The principal aim of the European Union (Withdrawal Agreement) Bill is to implement the withdrawal agreement that was concluded by the UK and the EU on 17 October 2019. I say quite clearly, at the outset, that given that the people of Scotland have rejected the proposal to leave the EU at every electoral opportunity that has been presented to them, the Scottish Government could not and will not recommend that the Scottish Parliament give its consent to the bill, which would implement that agreement in domestic law.
There are other strong reasons for not giving approval, which lie in the detail of the bill. This is the third iteration of the bill. Members will recall that it was first brought together at the time of the Theresa May agreement. It was reissued in a slightly different form in October and has been reissued again. The common themes, as the bill has progressed, have been a growing reluctance to accept scrutiny—indeed, there is a dislike of scrutiny—and a desire to centralise power in the hands of the Executive, and particularly in the hands of the Prime Minister, and to create a harder Brexit. Let me give members just one example. Extraordinarily, clause 26 of the bill would give ministers the right to tell courts how to interpret and what precedent to interpret.
The bill is a thoroughly bad bill that presages a thoroughly bad Brexit.
I notice that Mr Tomkins’s amendment to my motion for debate in Parliament this afternoon indicates that accepting and implementing the results of referenda is the key issue. I speak as a member of a Government that has accepted and implemented the results of two referenda. Obviously, because Scotland is not independent at the moment, that was done with the first referendum: the result of the 2014 referendum was the decision by the people of Scotland not to be independent, and the Scottish Government implemented that.
The material change in circumstances came in 2016, when the UK as a whole voted to leave the EU. That decision was imposed on the people of Scotland against their wish: they did not vote for leaving the EU. Even so, from the end of 2016 onwards, the Scottish Government proceeded to offer a range of compromises that would have avoided the situation that we find ourselves in today. Unfortunately, the UK Government did not accept any of those compromises on any occasion, and has pursued a harder and worse Brexit during that time.

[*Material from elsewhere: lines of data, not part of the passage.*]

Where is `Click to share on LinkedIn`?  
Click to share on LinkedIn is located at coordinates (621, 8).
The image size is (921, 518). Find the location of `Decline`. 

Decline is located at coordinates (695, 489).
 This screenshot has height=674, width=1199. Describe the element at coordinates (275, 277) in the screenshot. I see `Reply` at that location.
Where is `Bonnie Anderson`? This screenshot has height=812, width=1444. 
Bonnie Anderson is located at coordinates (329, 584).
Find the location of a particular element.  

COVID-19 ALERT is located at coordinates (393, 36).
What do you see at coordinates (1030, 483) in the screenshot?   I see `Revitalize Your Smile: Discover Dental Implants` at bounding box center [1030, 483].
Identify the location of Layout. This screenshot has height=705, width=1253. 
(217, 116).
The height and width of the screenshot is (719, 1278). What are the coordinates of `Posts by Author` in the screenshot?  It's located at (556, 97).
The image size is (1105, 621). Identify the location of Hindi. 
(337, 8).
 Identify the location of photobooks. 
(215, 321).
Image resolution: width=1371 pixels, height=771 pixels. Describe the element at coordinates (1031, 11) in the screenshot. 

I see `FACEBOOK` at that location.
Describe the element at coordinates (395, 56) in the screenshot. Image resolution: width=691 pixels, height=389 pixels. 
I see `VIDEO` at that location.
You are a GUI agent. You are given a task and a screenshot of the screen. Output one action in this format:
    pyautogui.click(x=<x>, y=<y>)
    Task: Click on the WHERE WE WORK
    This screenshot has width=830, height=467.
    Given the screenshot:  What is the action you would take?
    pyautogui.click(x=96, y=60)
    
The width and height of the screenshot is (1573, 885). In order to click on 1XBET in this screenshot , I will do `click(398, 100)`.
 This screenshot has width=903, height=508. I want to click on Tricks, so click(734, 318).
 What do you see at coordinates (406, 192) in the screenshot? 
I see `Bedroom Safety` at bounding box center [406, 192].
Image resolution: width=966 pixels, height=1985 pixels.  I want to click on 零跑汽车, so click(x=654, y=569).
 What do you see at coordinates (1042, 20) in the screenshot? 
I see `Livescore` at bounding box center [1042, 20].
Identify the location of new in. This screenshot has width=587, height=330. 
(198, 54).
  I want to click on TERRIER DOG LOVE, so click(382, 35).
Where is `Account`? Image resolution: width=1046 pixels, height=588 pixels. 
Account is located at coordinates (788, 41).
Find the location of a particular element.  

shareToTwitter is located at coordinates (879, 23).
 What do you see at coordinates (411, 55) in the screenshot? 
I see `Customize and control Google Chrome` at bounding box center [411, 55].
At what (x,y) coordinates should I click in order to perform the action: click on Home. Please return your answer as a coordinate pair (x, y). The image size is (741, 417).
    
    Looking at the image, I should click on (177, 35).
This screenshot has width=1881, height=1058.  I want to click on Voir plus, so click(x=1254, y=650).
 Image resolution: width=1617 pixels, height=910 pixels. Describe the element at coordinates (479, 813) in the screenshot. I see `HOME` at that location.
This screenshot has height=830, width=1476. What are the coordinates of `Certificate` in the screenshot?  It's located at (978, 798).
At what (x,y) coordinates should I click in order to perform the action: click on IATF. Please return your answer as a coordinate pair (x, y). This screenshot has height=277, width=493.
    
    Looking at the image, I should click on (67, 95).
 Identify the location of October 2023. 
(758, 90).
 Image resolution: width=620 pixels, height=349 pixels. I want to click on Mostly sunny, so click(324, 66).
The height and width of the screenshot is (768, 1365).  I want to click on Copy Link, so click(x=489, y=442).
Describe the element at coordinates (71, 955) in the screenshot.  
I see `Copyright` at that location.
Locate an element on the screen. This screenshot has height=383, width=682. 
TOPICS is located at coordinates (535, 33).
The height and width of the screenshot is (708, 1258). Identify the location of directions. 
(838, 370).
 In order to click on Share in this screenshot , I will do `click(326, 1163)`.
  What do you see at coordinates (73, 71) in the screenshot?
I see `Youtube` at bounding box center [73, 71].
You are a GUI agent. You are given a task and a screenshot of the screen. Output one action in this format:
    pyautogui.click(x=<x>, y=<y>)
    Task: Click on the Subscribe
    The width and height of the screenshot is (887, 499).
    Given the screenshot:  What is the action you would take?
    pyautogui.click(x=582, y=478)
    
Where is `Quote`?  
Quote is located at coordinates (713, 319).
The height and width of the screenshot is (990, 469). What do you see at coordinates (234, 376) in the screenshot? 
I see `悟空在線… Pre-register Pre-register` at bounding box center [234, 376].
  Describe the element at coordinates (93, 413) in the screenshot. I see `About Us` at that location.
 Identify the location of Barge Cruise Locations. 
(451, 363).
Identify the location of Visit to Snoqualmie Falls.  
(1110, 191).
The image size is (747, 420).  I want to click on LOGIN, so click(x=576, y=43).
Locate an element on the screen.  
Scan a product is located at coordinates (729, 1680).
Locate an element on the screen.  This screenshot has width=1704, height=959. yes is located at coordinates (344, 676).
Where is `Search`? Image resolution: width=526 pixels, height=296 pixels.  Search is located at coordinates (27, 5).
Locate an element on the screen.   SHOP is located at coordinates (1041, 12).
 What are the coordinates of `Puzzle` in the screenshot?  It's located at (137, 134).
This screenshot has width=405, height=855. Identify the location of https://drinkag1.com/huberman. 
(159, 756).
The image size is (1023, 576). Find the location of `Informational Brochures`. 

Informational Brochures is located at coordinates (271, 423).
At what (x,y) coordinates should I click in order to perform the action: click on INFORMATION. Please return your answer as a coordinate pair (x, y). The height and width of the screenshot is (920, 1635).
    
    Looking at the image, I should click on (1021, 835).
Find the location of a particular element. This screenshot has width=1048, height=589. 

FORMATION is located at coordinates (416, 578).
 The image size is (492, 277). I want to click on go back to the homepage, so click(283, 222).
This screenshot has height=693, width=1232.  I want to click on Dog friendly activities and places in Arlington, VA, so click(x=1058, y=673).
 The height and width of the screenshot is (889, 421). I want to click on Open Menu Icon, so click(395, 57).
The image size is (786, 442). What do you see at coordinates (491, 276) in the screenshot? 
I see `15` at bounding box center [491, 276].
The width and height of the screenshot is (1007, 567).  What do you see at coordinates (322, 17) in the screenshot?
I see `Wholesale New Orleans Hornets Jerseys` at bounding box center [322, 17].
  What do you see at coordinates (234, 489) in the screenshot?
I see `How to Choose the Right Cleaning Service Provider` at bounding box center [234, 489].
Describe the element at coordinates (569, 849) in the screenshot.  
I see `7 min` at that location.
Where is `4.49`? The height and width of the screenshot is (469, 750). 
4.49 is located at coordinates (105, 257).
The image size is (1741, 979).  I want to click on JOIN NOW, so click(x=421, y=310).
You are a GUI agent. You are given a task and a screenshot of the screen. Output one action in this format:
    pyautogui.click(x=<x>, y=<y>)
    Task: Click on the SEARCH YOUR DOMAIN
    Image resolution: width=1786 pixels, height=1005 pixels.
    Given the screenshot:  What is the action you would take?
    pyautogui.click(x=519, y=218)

There are a number of other provisions in the bill that we will, no doubt, talk about; I will be happy to talk about them. However, the Scottish people should not accept the bill, and the Scottish Parliament should therefore not accept it.
I look forward to the committee’s questions and to the debate this afternoon, in which I will continue with the burden of my argument. I hope that Parliament will accept that argument at decision time today.